A study focusing on a cohort of individuals aged 5 to 16 years in rural Yunan Province, China, indicated that only 18.9% of myopic students wear glasses.[17] A recent survey in Shanghai spanning from 2017 to 2018 reported that some parents were unwilling to make their children wear glasses by mistakenly believing that wearing glasses would become irreversible and negatively affect their physical appearance.[18] Forty-eight percent of the parents believed that wearing glasses would worsen vision, and 39% would not wear glasses in time for children with myopia.
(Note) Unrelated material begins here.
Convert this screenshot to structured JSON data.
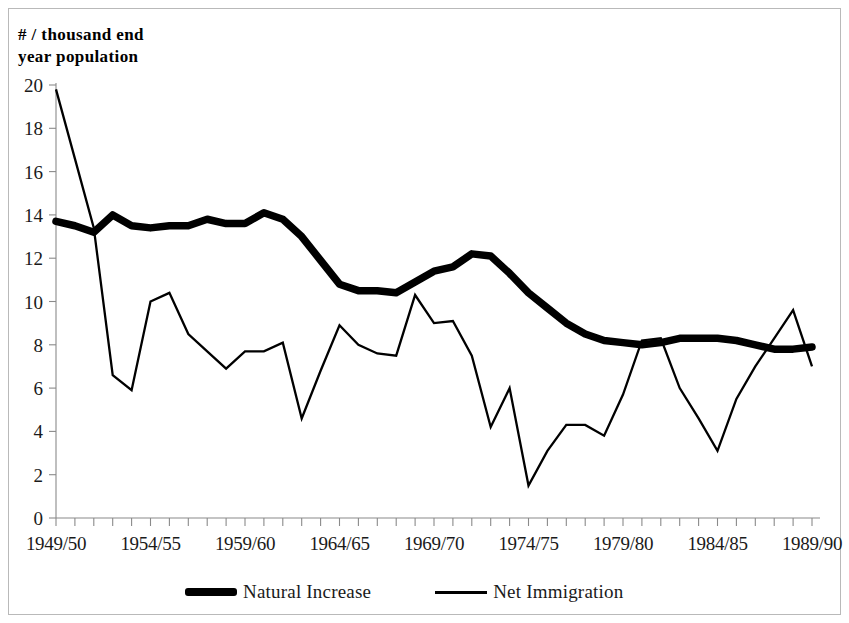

The reasons include, but are not limited to, lack of myopia screening, lack of eye-care awareness, and the misconception that wearing glasses negatively affects vision or recovery.[19,20] As high-degree myopia increases the risk of vision loss and ocular diseases, prompt prevention and/or intervention strategies are desirable to alleviate myopia progression. Health education is in demand to raise public awareness of wearing glasses on time to improve eyesight. In our study, more than one-third of myopic students did not wear glasses. The reasons may include: parents did not pay attention to it, the student’s physical examination results were not sent to parents, and some students may not have informed their parents that they require glasses due to a low degree of myopia. Our results showed that age and VA had significant effects on glass wearing, possibly in conjunction with BMI. No glass correction challenges effective learning in classrooms, especially for younger students.

Our temporal (VA, SE) correlation profile reveals the critical myopia development period (age 8–9) which has already been proposed from another viewpoint.[9] The age-specific joint (VA, SE) distributions further help us to propose vision-checkup-based alarm regions for early intervention (e.g., grade 1). Due to the strong eye accommodation ability of young children, the “Standards for Screening Refractive Errors for Primary and Secondary School Students”[21] recommends the standardized use of vision combined with nonmydriatic refraction as a national myopia survey method. However, the results exhibited certain deviations. This causes false positives and an overestimation of the myopia rate. Therefore, we need to perform more rigorous mydriatic optometry in medical institutions to correct preliminary screening results and improve the accuracy of the survey results.

To extensively conduct comparative and confirmatory studies among many published studies, the major obstacle is that the predictor joint distributions (Pr(X1,...)) are often not available, and only marginal prevalence rates (stratified by single predictors) are presented. To overcome this, we propose obtaining access to Pr(X1,...) by referring to independent databases and refining the logistic model (using the set of predictors considered in each study) until model-based marginal rates highly agree with the reported rates.

Our study has certain limitations. First, this cross-sectional study only reported the status quo with regard to myopia and glass wearing. Although our cross-sectional study involved more grades than some other cross-sectional studies,[22] a large-scale longitudinal study[23] would help investigate myopia progression in more detail. Second, this study focused on visual inspection without involving other factors (e.g., genetic, environmental, and behavioral habits). Data collection for follow-up (5–10 years) studies is currently underway to develop better interventions to prevent or slow down myopia development.